A term used with respect to the Einstein-Podolsky-Rosen Paradox, first described by Einstein Eric Weisstein's World of Biography and his co-authors Boris Podolsky and Nathan Rosen in 1935.

Quantum mechanics makes an unusual prediction that although two entangled particles may be light-years Eric Weisstein's World of Astronomy apart, they seem to have the uncanny ability to affect one another instantaneously. If the two particles have a total spin of zero, for instance, an observer measuring the first particle's spin will instantly cause a so-called "collapse of the wave function," yielding a precise measurement of the second particle's spin. This information about the second particle becomes available to the observer far faster than the speed of light should allow.
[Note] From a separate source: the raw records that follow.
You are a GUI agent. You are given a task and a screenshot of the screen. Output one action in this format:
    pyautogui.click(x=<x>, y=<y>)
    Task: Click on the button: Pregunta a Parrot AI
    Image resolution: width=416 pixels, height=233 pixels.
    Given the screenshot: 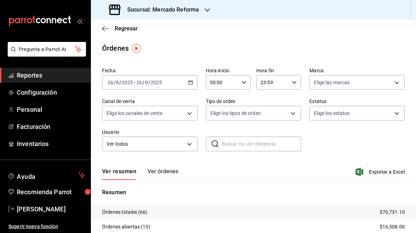 What is the action you would take?
    pyautogui.click(x=47, y=49)
    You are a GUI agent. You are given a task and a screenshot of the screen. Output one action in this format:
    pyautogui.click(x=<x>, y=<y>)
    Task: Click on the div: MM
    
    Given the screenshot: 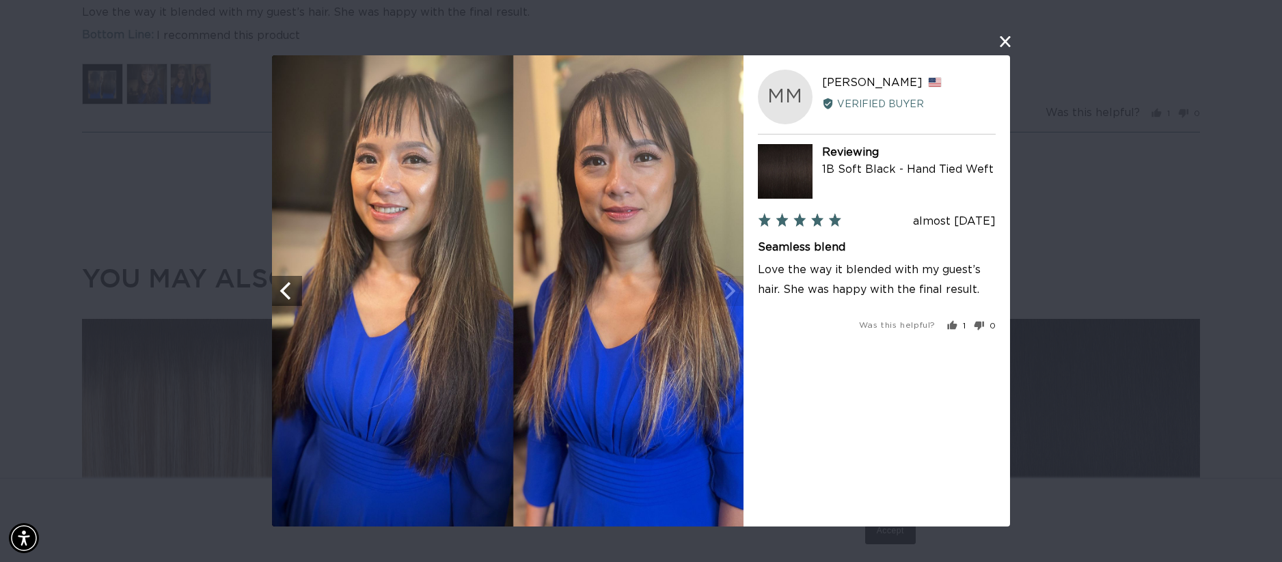 What is the action you would take?
    pyautogui.click(x=785, y=97)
Einstein challenged this prediction, which seemed to violate his own strict limits on the speed of information travel. Undefined "hidden variables" must be at work, Einstein claimed, in order for information about the second particle to become available instantaneously to an observer light-years Eric Weisstein's World of Astronomy away. Einstein called the effect 'spooky action at a distance' and attributed it to hidden variables.

In 1964, British physicist John Bell later disproved the notion that hidden variables affect interactions between particles with his well-known Bell's inequalities.

Bell's Inequalities, Einstein-Podolsky-Rosen Paradox




References

Basdevant, J.-L. and Dalibard, J. "Hidden Variables and Bell's Inequalities." Ch. 15 in The Quantum Mechanics Solver: How to Apply Quantum Theory to Modern Physics. Berlin: Springer-Verlag, pp. 109-118, 2000.